It turns out there is this thing call "Deep Learning", which as far as I can tell stands for "neural networks now work", and there are all sorts of things that NNs have become good at since around 2010.
About a year ago I made a very strong Spanish checkers program using a NN as evaluation function, and I used unsupervised learning to train it. These are the steps I followed:
1) I computed 6-piece endgame tablebases, because shallow searches are not going to learn some difficult endgames, and in this particular game it is critically important to know about them in order to determine what "enough advantage to win" means in the midgame.
2) I generated a game database (1000 or so games?) using alpha-beta search with a random evaluation function.
3) I trained a NN using the game database.
4) I generated another game database using alpha-beta search with the NN plus a small random number as the evaluation function.
5) I iterated 3 and 4 (a total of 3 times, I think; I didn't keep good records) using increasingly larger and higher-quality databases, and increasingly complex NNs.
I didn't go overboard with the complexity of the NN. My final version had 121 inputs (a very raw description of the board, with booleans indicating the presence of each type of piece on each possible square, plus whose turn it is), two hidden layers with 32 ReLU units each and a single linear output (tanh might have been better?).
It's hard to test how strong the resulting program was, because high-quality games result in lots of draws, but qualitatively the games kept getting better and better. In the first batch of games the program didn't know that having more pieces than the opponent is a good thing, so it would needlessly give material away. Then it figured out more material is a good thing, but it would move pawns in the back too easily, letting the opponent get to a king without difficulty. By the end, it seemed to have at least as much positional understanding about the game as I did. I then let my friend and Spanish checkers master José Manuel Morán play against it, and his estimation was "it cannot be beaten".
The whole project took about a month. Training a simple NN like the ones I used can be done in a couple of hours in a single CPU thread. Using a GPU you can scale to much larger NNs.
==BEYOND CHECKERS==
Yes, checkers was solved by Chinook a few years ago, although the version of checkers I was dealing with is quite different. But the technique is completely general, and I managed to write a very strong engine without using any insights from human players. Can we do this for other games?
In particular, I am interested in computer go. Starting December 2014 there have been at least three papers about using NNs to predict the next move in go games by strong players (they all use convolutional neural networks):
* http://arxiv.org/abs/1412.3409
* http://arxiv.org/abs/1412.6564
* http://arxiv.org/abs/1511.06410
I have been playing around with similar ideas the last few weeks, with the ultimate goal of making a NN that can be used as an evaluation function for go (where no usable evaluation function exists).
What are other games for which evaluation functions seem difficult to write? Do you think NNs might work for them? I'll be happy to assists others in getting started with this exciting technique, if there is interest.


Without changing a word, repeat the data, and include no pictures.

Segment Open

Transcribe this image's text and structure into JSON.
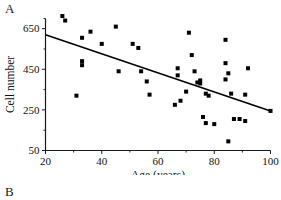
{
  "figure": {
    "panel_a_letter": "A",
    "panel_b_letter": "B"
  },
  "chart_data": {
    "type": "scatter",
    "title": "",
    "xlabel": "Age (years)",
    "ylabel": "Cell number",
    "xlim": [
      20,
      100
    ],
    "ylim": [
      50,
      700
    ],
    "xticks": [
      20,
      40,
      60,
      80,
      100
    ],
    "yticks": [
      50,
      250,
      450,
      650
    ],
    "xtick_labels": [
      "20",
      "40",
      "60",
      "80",
      "100"
    ],
    "ytick_labels": [
      "50",
      "250",
      "450",
      "650"
    ],
    "minor_xticks": [
      30,
      50,
      70,
      90
    ],
    "minor_yticks": [
      150,
      350,
      550,
      700
    ],
    "grid": false,
    "legend": null,
    "marker": "filled-square",
    "marker_color": "#000000",
    "points": [
      {
        "x": 26,
        "y": 712
      },
      {
        "x": 27,
        "y": 690
      },
      {
        "x": 31,
        "y": 320
      },
      {
        "x": 33,
        "y": 605
      },
      {
        "x": 33,
        "y": 490
      },
      {
        "x": 33,
        "y": 470
      },
      {
        "x": 36,
        "y": 635
      },
      {
        "x": 40,
        "y": 575
      },
      {
        "x": 45,
        "y": 660
      },
      {
        "x": 46,
        "y": 440
      },
      {
        "x": 51,
        "y": 575
      },
      {
        "x": 53,
        "y": 555
      },
      {
        "x": 54,
        "y": 440
      },
      {
        "x": 56,
        "y": 390
      },
      {
        "x": 57,
        "y": 325
      },
      {
        "x": 66,
        "y": 275
      },
      {
        "x": 67,
        "y": 455
      },
      {
        "x": 67,
        "y": 420
      },
      {
        "x": 68,
        "y": 295
      },
      {
        "x": 70,
        "y": 340
      },
      {
        "x": 71,
        "y": 630
      },
      {
        "x": 72,
        "y": 520
      },
      {
        "x": 73,
        "y": 440
      },
      {
        "x": 74,
        "y": 385
      },
      {
        "x": 75,
        "y": 395
      },
      {
        "x": 75,
        "y": 380
      },
      {
        "x": 76,
        "y": 215
      },
      {
        "x": 77,
        "y": 185
      },
      {
        "x": 77,
        "y": 330
      },
      {
        "x": 78,
        "y": 320
      },
      {
        "x": 80,
        "y": 180
      },
      {
        "x": 84,
        "y": 595
      },
      {
        "x": 84,
        "y": 480
      },
      {
        "x": 84,
        "y": 400
      },
      {
        "x": 85,
        "y": 430
      },
      {
        "x": 85,
        "y": 95
      },
      {
        "x": 86,
        "y": 330
      },
      {
        "x": 87,
        "y": 205
      },
      {
        "x": 89,
        "y": 205
      },
      {
        "x": 91,
        "y": 195
      },
      {
        "x": 91,
        "y": 325
      },
      {
        "x": 92,
        "y": 455
      },
      {
        "x": 100,
        "y": 245
      }
    ],
    "trendline": {
      "type": "linear-fit",
      "x_start": 20,
      "y_start": 620,
      "x_end": 100,
      "y_end": 245
    }
  }
}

Segment Closed

ANSWER TO THE PROBLEM -
Transcribe this image's text and structure into JSON.
{
  "figure": {
    "panel_a_letter": "A",
    "panel_b_letter": "B"
  },
  "chart_data": {
    "type": "scatter",
    "title": "",
    "xlabel": "Age (years)",
    "ylabel": "Cell number",
    "xlim": [
      20,
      100
    ],
    "ylim": [
      50,
      700
    ],
    "xticks": [
      20,
      40,
      60,
      80,
      100
    ],
    "yticks": [
      50,
      250,
      450,
      650
    ],
    "xtick_labels": [
      "20",
      "40",
      "60",
      "80",
      "100"
    ],
    "ytick_labels": [
      "50",
      "250",
      "450",
      "650"
    ],
    "minor_xticks": [
      30,
      50,
      70,
      90
    ],
    "minor_yticks": [
      150,
      350,
      550,
      700
    ],
    "grid": false,
    "legend": null,
    "marker": "filled-square",
    "marker_color": "#000000",
    "points": [
      {
        "x": 26,
        "y": 712
      },
      {
        "x": 27,
        "y": 690
      },
      {
        "x": 31,
        "y": 320
      },
      {
        "x": 33,
        "y": 605
      },
      {
        "x": 33,
        "y": 490
      },
      {
        "x": 33,
        "y": 470
      },
      {
        "x": 36,
        "y": 635
      },
      {
        "x": 40,
        "y": 575
      },
      {
        "x": 45,
        "y": 660
      },
      {
        "x": 46,
        "y": 440
      },
      {
        "x": 51,
        "y": 575
      },
      {
        "x": 53,
        "y": 555
      },
      {
        "x": 54,
        "y": 440
      },
      {
        "x": 56,
        "y": 390
      },
      {
        "x": 57,
        "y": 325
      },
      {
        "x": 66,
        "y": 275
      },
      {
        "x": 67,
        "y": 455
      },
      {
        "x": 67,
        "y": 420
      },
      {
        "x": 68,
        "y": 295
      },
      {
        "x": 70,
        "y": 340
      },
      {
        "x": 71,
        "y": 630
      },
      {
        "x": 72,
        "y": 520
      },
      {
        "x": 73,
        "y": 440
      },
      {
        "x": 74,
        "y": 385
      },
      {
        "x": 75,
        "y": 395
      },
      {
        "x": 75,
        "y": 380
      },
      {
        "x": 76,
        "y": 215
      },
      {
        "x": 77,
        "y": 185
      },
      {
        "x": 77,
        "y": 330
      },
      {
        "x": 78,
        "y": 320
      },
      {
        "x": 80,
        "y": 180
      },
      {
        "x": 84,
        "y": 595
      },
      {
        "x": 84,
        "y": 480
      },
      {
        "x": 84,
        "y": 400
      },
      {
        "x": 85,
        "y": 430
      },
      {
        "x": 85,
        "y": 95
      },
      {
        "x": 86,
        "y": 330
      },
      {
        "x": 87,
        "y": 205
      },
      {
        "x": 89,
        "y": 205
      },
      {
        "x": 91,
        "y": 195
      },
      {
        "x": 91,
        "y": 325
      },
      {
        "x": 92,
        "y": 455
      },
      {
        "x": 100,
        "y": 245
      }
    ],
    "trendline": {
      "type": "linear-fit",
      "x_start": 20,
      "y_start": 620,
      "x_end": 100,
      "y_end": 245
    }
  }
}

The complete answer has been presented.